The home-foreclosure crisis has hit families throughout the nation, including Maine. While Maine’s foreclosure rate is lower than the national trend, that brings little comfort to the Maine families who have lost their homes, or to the many more who potentially face that fate as adjustable-rate mortgages reset and plunging home values block chances for a favorable refinancing. It’s a growing problem for Maine and the nation, and it requires greater and more effective federal action.
I’ve supported efforts in the U.S. Senate to authorize agencies like the Maine State Housing Authority to issue tax-exempt bonds to support refinancing of homes in danger of foreclosure, to provide more credit counseling, and to make Federal Housing Administration mortgage insurance more available and affordable.
The housing crisis has put a major strain on our economy. The decline affects not just homeowners with unaffordable mortgages, but also many businesses linked to the housing industry. For example, job losses in lumber mills in Aroostook County and construction in Southern Maine are directly linked to the slump in the housing market.
Congress must act to help provide relief to families who, but for the increased interest rates, could otherwise afford to make their mortgage payments. We should not, however, bail out speculators.
The Executive Branch of government can help, too. That’s why I wrote directly to the President a few days ago to ask him to take swift action to help address the housing crisis afflicting families across the Nation.
The Administration has already helped organize the voluntary lending-industry HOPE NOW alliance to work with borrowers who may be candidates for a sustainable loan restructuring. And the FHA Secure program was launched.
These programs have helped several hundred thousand households, but the mortgage challenge calls for more effort. More than 50 million Americans hold mortgages at present, and most are current on their payments. But seven million of these mortgages are higher-rate “subprime” loans, and most of them are adjustable-rate mortgages that “reset” to a higher – often unaffordable – rate after two or three years of very low introductory rates. As a result, approximately 1.3 million of those seven million subprime mortgages are delinquent, and the numbers are expected to continue rising as previously written mortgages hit their reset dates.
One source of help for these people would be to bolster the FHA Secure program, an administrative step that could be taken while Congress debates additional legislation. The FHA Secure program is administered by the Federal Housing Administration and aims to stabilize the real estate market. It helps eligible homeowners avoid foreclosure by assisting them with refinancing so they can again afford to make their mortgage payments. I have asked the President to expand this program to help more families refinance their mortgages and keep their homes.
It is clear that we need more efforts to avoid foreclosures. They inflict losses all around – on the families that lose homes, on the neighborhoods whose values fall as empty homes proliferate, on borrowers who face tighter requirements and higher costs as perceptions of lending risk increase, and on those who work in construction or other industries dependent on a strong housing market.
As we develop those efforts, however, I will observe a principle cited by the overwhelming majority of Maine people who have written or spoken to me on this issue. Honest people who were misled or manipulated into unaffordable mortgages should be helped. But taxpayer dollars should not be used to rescue investors who knowingly bought risky mortgage-backed securities, lenders who offered credit without doing prudent checks on ability to pay, or speculators who deliberately took on unsustainable debts in hopes of flipping properties for a quick profit. Bailing out those people would not only be unfair to taxpayers in general, but also to those taxpayers who made solid down payments on their homes, borrowed no more than they could afford, and scrimped to meet their mortgage-payment obligations. And such bail-outs would simply invite more abuses in the future.
Besides helping people already in trouble and intervening to fend off foreclosure for those headed toward trouble, we need to strengthen our defenses against the practices that led to the current crisis. That effort is not exclusively a federal concern. Maine’s new predatory-lending law is a good example of state authority employed to protect consumers. For instance, it prohibits mortgage originators from writing a sub-prime mortgage unless it has documentation of the borrower’s income, credit history, current obligations, and other indicators reasonably establishing an ability to repay the loan.
Steadying the housing market and reforming our nation’s financial systems are key to restoring our economy’s health. I am hopeful that the reforms undertaken in Washington, in state capitols, and in our financial markets will help put us on the path to economic recovery.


▸ Directions
For the entries that follow, report how many lines include the word "field" and add nothing.
======== Data listing ========
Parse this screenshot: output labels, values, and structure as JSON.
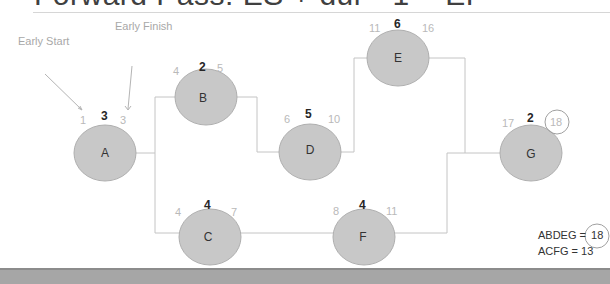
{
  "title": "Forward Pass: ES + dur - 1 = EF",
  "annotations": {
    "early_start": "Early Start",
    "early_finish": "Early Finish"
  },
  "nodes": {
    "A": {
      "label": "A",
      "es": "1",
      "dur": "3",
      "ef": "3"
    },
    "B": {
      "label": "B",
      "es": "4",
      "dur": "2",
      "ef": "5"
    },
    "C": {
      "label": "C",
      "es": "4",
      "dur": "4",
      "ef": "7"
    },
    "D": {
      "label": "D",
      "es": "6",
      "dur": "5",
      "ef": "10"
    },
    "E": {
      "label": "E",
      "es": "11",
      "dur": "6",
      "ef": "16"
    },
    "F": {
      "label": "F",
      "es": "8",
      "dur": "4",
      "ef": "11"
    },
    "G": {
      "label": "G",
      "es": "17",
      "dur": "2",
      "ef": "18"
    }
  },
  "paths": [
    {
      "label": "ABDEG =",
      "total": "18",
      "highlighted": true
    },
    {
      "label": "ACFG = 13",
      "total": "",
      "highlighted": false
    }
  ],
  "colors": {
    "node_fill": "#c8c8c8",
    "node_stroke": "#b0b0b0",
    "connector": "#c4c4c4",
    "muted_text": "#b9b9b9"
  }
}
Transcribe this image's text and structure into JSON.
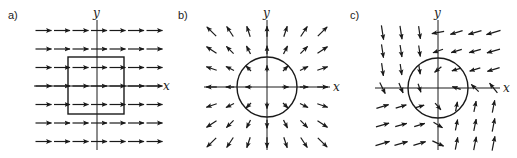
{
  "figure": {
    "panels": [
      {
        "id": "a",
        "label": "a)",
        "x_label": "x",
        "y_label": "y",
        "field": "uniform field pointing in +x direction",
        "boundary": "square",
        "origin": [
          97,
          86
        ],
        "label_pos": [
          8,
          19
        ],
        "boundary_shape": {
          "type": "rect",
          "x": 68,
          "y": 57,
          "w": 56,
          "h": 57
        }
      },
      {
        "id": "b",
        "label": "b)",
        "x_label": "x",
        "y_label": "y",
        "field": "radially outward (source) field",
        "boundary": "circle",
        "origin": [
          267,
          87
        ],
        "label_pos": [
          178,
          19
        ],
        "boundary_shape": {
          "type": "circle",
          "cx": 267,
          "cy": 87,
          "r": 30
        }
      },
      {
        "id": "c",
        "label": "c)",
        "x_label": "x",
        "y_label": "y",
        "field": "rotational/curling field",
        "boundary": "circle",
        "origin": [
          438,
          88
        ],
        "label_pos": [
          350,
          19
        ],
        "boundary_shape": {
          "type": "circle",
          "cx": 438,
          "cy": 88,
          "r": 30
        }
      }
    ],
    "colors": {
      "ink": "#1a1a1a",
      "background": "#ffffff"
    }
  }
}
========
======== Data listing ========
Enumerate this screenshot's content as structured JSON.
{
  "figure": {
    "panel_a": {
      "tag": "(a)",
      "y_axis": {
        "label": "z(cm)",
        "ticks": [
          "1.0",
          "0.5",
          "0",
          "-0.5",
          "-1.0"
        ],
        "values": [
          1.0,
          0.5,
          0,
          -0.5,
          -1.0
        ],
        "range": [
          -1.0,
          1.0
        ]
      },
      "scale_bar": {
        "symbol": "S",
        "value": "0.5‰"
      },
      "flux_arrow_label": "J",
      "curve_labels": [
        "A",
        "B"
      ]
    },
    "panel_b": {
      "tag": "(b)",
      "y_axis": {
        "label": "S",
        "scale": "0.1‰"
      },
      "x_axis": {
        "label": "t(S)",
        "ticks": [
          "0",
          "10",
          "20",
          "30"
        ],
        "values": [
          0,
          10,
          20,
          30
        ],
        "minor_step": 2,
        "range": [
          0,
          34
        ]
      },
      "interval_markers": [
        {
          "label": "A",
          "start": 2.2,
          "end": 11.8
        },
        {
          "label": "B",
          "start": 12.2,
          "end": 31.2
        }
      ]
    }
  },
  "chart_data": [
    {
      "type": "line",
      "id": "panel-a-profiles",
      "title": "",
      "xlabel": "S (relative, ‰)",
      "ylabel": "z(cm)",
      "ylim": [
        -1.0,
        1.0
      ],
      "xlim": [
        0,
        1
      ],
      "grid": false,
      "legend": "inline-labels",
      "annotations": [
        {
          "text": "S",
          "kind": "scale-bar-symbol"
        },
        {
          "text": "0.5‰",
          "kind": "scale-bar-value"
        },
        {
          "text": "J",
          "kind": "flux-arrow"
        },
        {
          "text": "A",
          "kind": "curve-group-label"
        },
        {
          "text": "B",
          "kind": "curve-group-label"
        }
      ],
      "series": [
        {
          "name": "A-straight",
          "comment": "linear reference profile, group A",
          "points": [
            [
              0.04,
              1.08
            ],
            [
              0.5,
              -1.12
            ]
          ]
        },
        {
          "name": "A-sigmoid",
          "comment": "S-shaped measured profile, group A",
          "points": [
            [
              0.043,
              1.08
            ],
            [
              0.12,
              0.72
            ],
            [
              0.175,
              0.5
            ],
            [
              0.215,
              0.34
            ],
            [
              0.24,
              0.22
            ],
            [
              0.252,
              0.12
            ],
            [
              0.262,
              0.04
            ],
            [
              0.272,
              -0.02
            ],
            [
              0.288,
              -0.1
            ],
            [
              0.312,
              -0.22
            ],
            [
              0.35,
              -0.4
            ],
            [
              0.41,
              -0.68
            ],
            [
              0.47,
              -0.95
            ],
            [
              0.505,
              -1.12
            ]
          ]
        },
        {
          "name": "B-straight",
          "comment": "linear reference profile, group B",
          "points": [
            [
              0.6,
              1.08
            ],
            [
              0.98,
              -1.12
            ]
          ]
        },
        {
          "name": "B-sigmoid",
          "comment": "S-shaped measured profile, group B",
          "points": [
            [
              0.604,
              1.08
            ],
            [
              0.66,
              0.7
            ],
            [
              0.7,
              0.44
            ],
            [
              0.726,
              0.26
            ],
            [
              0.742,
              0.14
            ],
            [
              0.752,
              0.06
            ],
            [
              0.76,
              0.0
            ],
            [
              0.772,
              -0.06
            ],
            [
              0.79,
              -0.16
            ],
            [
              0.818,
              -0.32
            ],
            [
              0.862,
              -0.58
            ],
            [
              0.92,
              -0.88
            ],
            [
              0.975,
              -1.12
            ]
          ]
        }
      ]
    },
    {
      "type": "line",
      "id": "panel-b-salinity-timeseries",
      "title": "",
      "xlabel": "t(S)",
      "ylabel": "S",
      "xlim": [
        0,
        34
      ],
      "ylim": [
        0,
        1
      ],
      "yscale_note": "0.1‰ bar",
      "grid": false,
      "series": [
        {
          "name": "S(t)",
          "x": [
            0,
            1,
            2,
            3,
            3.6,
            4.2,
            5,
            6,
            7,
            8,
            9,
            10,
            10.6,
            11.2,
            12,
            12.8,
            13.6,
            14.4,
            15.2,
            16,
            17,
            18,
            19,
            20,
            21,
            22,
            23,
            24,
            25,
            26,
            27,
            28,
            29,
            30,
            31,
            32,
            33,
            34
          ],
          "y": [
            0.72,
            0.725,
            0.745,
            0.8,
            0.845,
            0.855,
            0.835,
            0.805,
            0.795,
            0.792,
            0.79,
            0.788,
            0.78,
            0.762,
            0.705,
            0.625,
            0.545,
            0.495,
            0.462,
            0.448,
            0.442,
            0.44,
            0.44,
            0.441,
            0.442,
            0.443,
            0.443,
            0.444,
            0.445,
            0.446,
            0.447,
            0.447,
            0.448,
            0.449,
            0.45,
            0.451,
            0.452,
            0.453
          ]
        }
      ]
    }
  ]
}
========
▸ Output for this task
3